Shutdown Commentaries: Compromise May Take Nick Out Of Health Law; ‘The Party Of Gimme’
The New York Times: The Senate Tries To End The Crisis
But the tentative agreement includes two problematic provisions related to health care reform. One would require the Department of Health and Human Services to verify that people receiving subsidies for insurance have incomes low enough to qualify. The other would delay for a year an insurance-company tax imposed by the health care law, which gives the tax proceeds to insurance companies covering high-risk patients through state exchanges, reducing their financial burden (10/14).
The New York Times' Taking Note: The Party Of Gimme
Republicans insisted on winning something in exchange for performing those two necessary acts [of reopening the government and staving off a default]. Democrats refused to let that happen, informing Republicans that if they wanted to negotiate, it would require both sides to give up something substantial. Preventing default doesn't count. It's amazing that after weeks of listening to President Obama make clear this principle, Republicans still don't get how important it is. In the days before the shutdown, Democrats rejected every demand the House made to damage health care reform in exchange for keeping open the government. Eventually, the House dropped its health-law demands, but remained locked into the notion that they had to get something out of this crisis, to "put points on the board," in Speaker John Boehner's extremely unfortunate phrase (David Firestone, 10/14).
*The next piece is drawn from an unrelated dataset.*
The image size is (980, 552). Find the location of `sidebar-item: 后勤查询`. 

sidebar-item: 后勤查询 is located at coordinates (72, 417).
Los Angeles Times: A Health Care History Lesson For The GOP
Two different narratives have been at play in Washington lately to explain what caused the government shutdown. In the first, House Republicans are to blame for trying to hold Democrats and the president hostage over a law that was duly passed by Congress. In the other, Democrats are to blame for their rigid refusal to compromise on Obamacare. But there's a part of the story that seemingly has been lost in history: Democrats have already compromised on health care reform by adopting Obama/RomneyCare in the first place (Jane Mansbridge, 10/15).
The Wall Street Journal: Strange Political Devices
Democrats are smelling blood amid the latest polls, and one of their political goals is getting the GOP to ease the sequester caps. ... [S]ome conservatives have become so politically disoriented by this debate that they are now opposing tax cuts too. The issue is the tax on medical devices that is one of the smaller funding sources for Obamacare. There's bipartisan sentiment for repealing it, but some conservatives are now saying no. Repeal would amount to "corporate cronyism," said Michael Needham of the Heritage Action political committee. ... A think tank that really believes that repealing a punitive tax on business is "corporate cronyism" isn't conservative and it certainly isn't thinking (10/13).
The Washington Post: Obama Can't Waste This Moment
Democrats have been much tougher in this round of negotiations than they were in the past not only because the GOP vastly overreached in trying to gut Obamacare, but also because they know how important it is to insist that budget cutting and deficit reduction not be the sole priority of the political class. Rep. Paul Ryan (who was, by the way, the other member of the Republican ticket that lost last year, partly because of his budget ideas) hoped to steer the talks in this direction. But Democrats have made it clear that it's not 2011 anymore (E.J. Dionne Jr., 10/13).
Politico: A Subtle Solution To Debt Dilemma
There is a logical compromise staring both parties in the face. ... In exchange for raising the debt ceiling and opening the federal government, Obama should offer to cap the annual growth in federal health care spending at inflation, plus 1 percent or 2 percent. ... The key is that such a deal would give both sides what they want. Obama keeps his health care law, and Republicans get to say they prevented it from bankrupting the country. And after all, if Obamacare's boosters are correct that the law will significantly restrain future health spending, it’s a compromise that will cost the president nothing. If, on the other hand, the ACA cost projections prove overly optimistic, then legislators will have to tweak the law -- and Medicare and Medicaid -- to impose additional spending discipline (Charles J. Wheelan and Russell J. Muirhead, 10/14).
Politico: The Case For Hostage Taking
There is little incentive for Democrats to trade significant entitlement reform for tax increases when mandatory spending increases outlays without the need to pass legislation with a majority of Congress. Once the money is spent, the GOP can only borrow to delay tax increases or acquiesce and increase taxes now. Republicans’ focus on defunding or scaling back Obamacare -- an unpopular entitlement program -- rather than entitlements generally, namely Social Security and Medicare, has raised questions about their true objective. But critics forget that spending is fungible. For any level of taxation, growth in one program crowds out spending on other programs. Cost reduction is simply a matter of priorities. Republicans value preserving Medicare and avoiding tax increases over expanding Obamacare (Edward Conard, 10/14).